A dramatically different risk environment obliges companies to reassess their exposures, conference hears

Risk and insurance professionals from around the French speaking world gathered in Deauville Tuesday (January 27) for the 18th AMRAE Les Recontres, the annual French risk summit, which this year took as its theme “New world : New risks.”

Speaking to StrategicRISK on the opening day of the conference Michel Yarhi, former chief of the French risk association AMRAE, warned that in a highly dynamic and recessionary risk environment companies are not doing enough to accurately disclose how their risk profiles have changed.

A widening gap between the commercial risks that companies are currently facing and the exposures that they present to their insurers is leaving shareholders exposed, insisted Yarhi.

“Organisations are faced with many new risks today," he said. "One of the greatest is that companies fail to take account of the risks which exist outside their immediate control.”

Risk managers are responsible for this difficult task. The problem, however,  is that too often they lack the seniority to be accurately informed about the rapidly changing risk dynamics that affect their company, noted Yarhi.

“Risk managers should operate at a strategic level so that they know what is occuring and are able to adapt the company's activities and its controls to the new risks. They should have a strategic influence on the direction of their company,”  he said.

Also, as the former head of risk at French investment bank Société Générale, Yarhi went on to explain some of the problems with risk management in the financial sector. He said that some banks made the mistake of failing to appreciate how external factors could affect the severity of a risk.  

The Kerviel fraud at SocGen was made far worse because of market conditions, he explained. Had Kerviel’s rogue trades been carried out in a Bull market the bank would have made a “huge profit”, argued Yarhi. As it turned out Kerviel bet the bank during a Bear market and thus exposed it to a catastrophic loss. 

“It proves that the risk itself can provoke a certain amount of loss, but it depends also on something else, in that case on the way the market was reacting. So there is not only one cause of the risk, very often the ammount of the loss depends on several different causes,” he said.

Risks cannot be analysed in isolation, Yarhi insisted. “When you study a risk don’t study it alone, try to imagine other scenarios that would make it worse. ”

At the same time he urged companies to avoid being overconfident with their risk management controls and procedures. “We have seen what can go wrong when companies are too confident in their approach, ” he said.

The former banker also indicated that he was in favour of a bankers' bonus tax. “Why has the market accepted to give such high bonuses to people? I cannot understand it,” he said.

President Barack Obama indicated in his recent State of the Union address that he would impose a tax on bankers’ huge bonuses. France and Britai both announced similar measures to counter excessive risk taking.

Yarhi noted that governments around the world have the public backing to push through dramatic changes to regulation in the financial sector. “The public is ready to accept these changes because the crisis was due to the behaviour of bankers, ” he said.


ABOUT THIS TASK
Please reproduce all of the data below exactly, leaving each picture out.

SUPPLIED DATA
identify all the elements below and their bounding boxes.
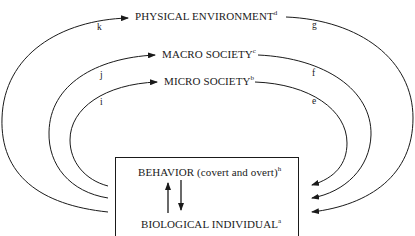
node-biological-individual: BIOLOGICAL INDIVIDUALa bbox=[141, 218, 281, 230]
edge-label-g: g bbox=[312, 20, 317, 30]
node-physical-environment: PHYSICAL ENVIRONMENTd bbox=[135, 10, 277, 22]
edge-label-f: f bbox=[312, 68, 315, 78]
edge-label-k: k bbox=[97, 22, 102, 32]
edge-label-e: e bbox=[312, 96, 316, 106]
arrow-k bbox=[2, 18, 128, 212]
edge-label-i: i bbox=[100, 97, 103, 107]
node-behavior: BEHAVIOR (covert and overt)h bbox=[138, 166, 281, 178]
node-micro-society: MICRO SOCIETYb bbox=[164, 75, 254, 87]
arrow-g bbox=[286, 17, 413, 212]
edge-label-j: j bbox=[100, 70, 103, 80]
node-macro-society: MACRO SOCIETYc bbox=[162, 48, 256, 60]
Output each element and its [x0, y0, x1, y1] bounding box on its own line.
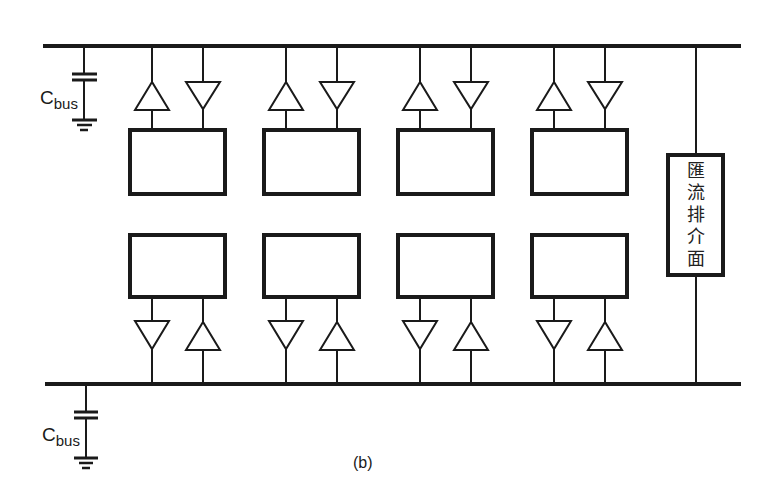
top-unit-2 [264, 46, 359, 194]
bus-diagram [0, 0, 783, 497]
receiver-triangle-up-icon [186, 322, 220, 350]
top-unit-1 [130, 46, 225, 194]
bus-interface-char: 介 [668, 226, 723, 248]
driver-triangle-down-icon [537, 321, 571, 349]
bottom-cbus-label: Cbus [42, 424, 80, 449]
bus-interface-label: 匯 流 排 介 面 [668, 160, 723, 270]
module-block [532, 235, 627, 297]
cbus-main-text: C [42, 424, 56, 445]
receiver-triangle-up-icon [135, 82, 169, 110]
module-block [264, 130, 359, 194]
bus-interface-char: 流 [668, 182, 723, 204]
module-block [398, 235, 493, 297]
module-block [532, 130, 627, 194]
bus-interface-char: 匯 [668, 160, 723, 182]
module-block [130, 235, 225, 297]
top-unit-4 [532, 46, 627, 194]
module-block [130, 130, 225, 194]
module-block [398, 130, 493, 194]
receiver-triangle-up-icon [269, 82, 303, 110]
driver-triangle-down-icon [403, 321, 437, 349]
driver-triangle-down-icon [454, 82, 488, 109]
receiver-triangle-up-icon [588, 322, 622, 350]
bottom-unit-2 [264, 235, 359, 384]
driver-triangle-down-icon [269, 321, 303, 349]
bottom-unit-4 [532, 235, 627, 384]
driver-triangle-down-icon [135, 321, 169, 349]
cbus-sub-text: bus [54, 95, 78, 112]
receiver-triangle-up-icon [454, 322, 488, 350]
module-block [264, 235, 359, 297]
bottom-unit-1 [130, 235, 225, 384]
cbus-main-text: C [40, 87, 54, 108]
top-cbus-label: Cbus [40, 87, 78, 112]
bus-interface-char: 面 [668, 248, 723, 270]
receiver-triangle-up-icon [403, 82, 437, 110]
driver-triangle-down-icon [320, 82, 354, 109]
cbus-sub-text: bus [56, 432, 80, 449]
top-unit-3 [398, 46, 493, 194]
driver-triangle-down-icon [588, 82, 622, 109]
bus-interface-char: 排 [668, 204, 723, 226]
figure-caption: (b) [353, 454, 373, 472]
receiver-triangle-up-icon [320, 322, 354, 350]
driver-triangle-down-icon [186, 82, 220, 109]
receiver-triangle-up-icon [537, 82, 571, 110]
bottom-unit-3 [398, 235, 493, 384]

EXERCISE RESULT
identify all the elements below and their bounding boxes.
node-biological-individual: BIOLOGICAL INDIVIDUALa bbox=[141, 218, 281, 230]
edge-label-g: g bbox=[312, 20, 317, 30]
node-physical-environment: PHYSICAL ENVIRONMENTd bbox=[135, 10, 277, 22]
edge-label-f: f bbox=[312, 68, 315, 78]
edge-label-k: k bbox=[97, 22, 102, 32]
edge-label-e: e bbox=[312, 96, 316, 106]
arrow-k bbox=[2, 18, 128, 212]
edge-label-i: i bbox=[100, 97, 103, 107]
node-behavior: BEHAVIOR (covert and overt)h bbox=[138, 166, 281, 178]
node-micro-society: MICRO SOCIETYb bbox=[164, 75, 254, 87]
arrow-g bbox=[286, 17, 413, 212]
edge-label-j: j bbox=[100, 70, 103, 80]
node-macro-society: MACRO SOCIETYc bbox=[162, 48, 256, 60]
Output each element and its [x0, y0, x1, y1] bounding box on its own line.
top-unit-2 [264, 46, 359, 194]
bus-diagram [0, 0, 783, 497]
receiver-triangle-up-icon [186, 322, 220, 350]
top-unit-1 [130, 46, 225, 194]
bus-interface-char: 介 [668, 226, 723, 248]
driver-triangle-down-icon [537, 321, 571, 349]
bottom-cbus-label: Cbus [42, 424, 80, 449]
bus-interface-label: 匯 流 排 介 面 [668, 160, 723, 270]
module-block [532, 235, 627, 297]
cbus-main-text: C [42, 424, 56, 445]
receiver-triangle-up-icon [135, 82, 169, 110]
module-block [264, 130, 359, 194]
bus-interface-char: 流 [668, 182, 723, 204]
module-block [398, 235, 493, 297]
module-block [532, 130, 627, 194]
bus-interface-char: 匯 [668, 160, 723, 182]
module-block [130, 235, 225, 297]
top-unit-4 [532, 46, 627, 194]
module-block [130, 130, 225, 194]
module-block [398, 130, 493, 194]
receiver-triangle-up-icon [269, 82, 303, 110]
driver-triangle-down-icon [403, 321, 437, 349]
driver-triangle-down-icon [454, 82, 488, 109]
receiver-triangle-up-icon [588, 322, 622, 350]
bottom-unit-2 [264, 235, 359, 384]
driver-triangle-down-icon [269, 321, 303, 349]
bottom-unit-4 [532, 235, 627, 384]
driver-triangle-down-icon [135, 321, 169, 349]
cbus-sub-text: bus [54, 95, 78, 112]
receiver-triangle-up-icon [454, 322, 488, 350]
module-block [264, 235, 359, 297]
bottom-unit-1 [130, 235, 225, 384]
cbus-main-text: C [40, 87, 54, 108]
top-cbus-label: Cbus [40, 87, 78, 112]
bus-interface-char: 面 [668, 248, 723, 270]
receiver-triangle-up-icon [403, 82, 437, 110]
driver-triangle-down-icon [320, 82, 354, 109]
cbus-sub-text: bus [56, 432, 80, 449]
top-unit-3 [398, 46, 493, 194]
driver-triangle-down-icon [588, 82, 622, 109]
bus-interface-char: 排 [668, 204, 723, 226]
figure-caption: (b) [353, 454, 373, 472]
receiver-triangle-up-icon [320, 322, 354, 350]
driver-triangle-down-icon [186, 82, 220, 109]
receiver-triangle-up-icon [537, 82, 571, 110]
bottom-unit-3 [398, 235, 493, 384]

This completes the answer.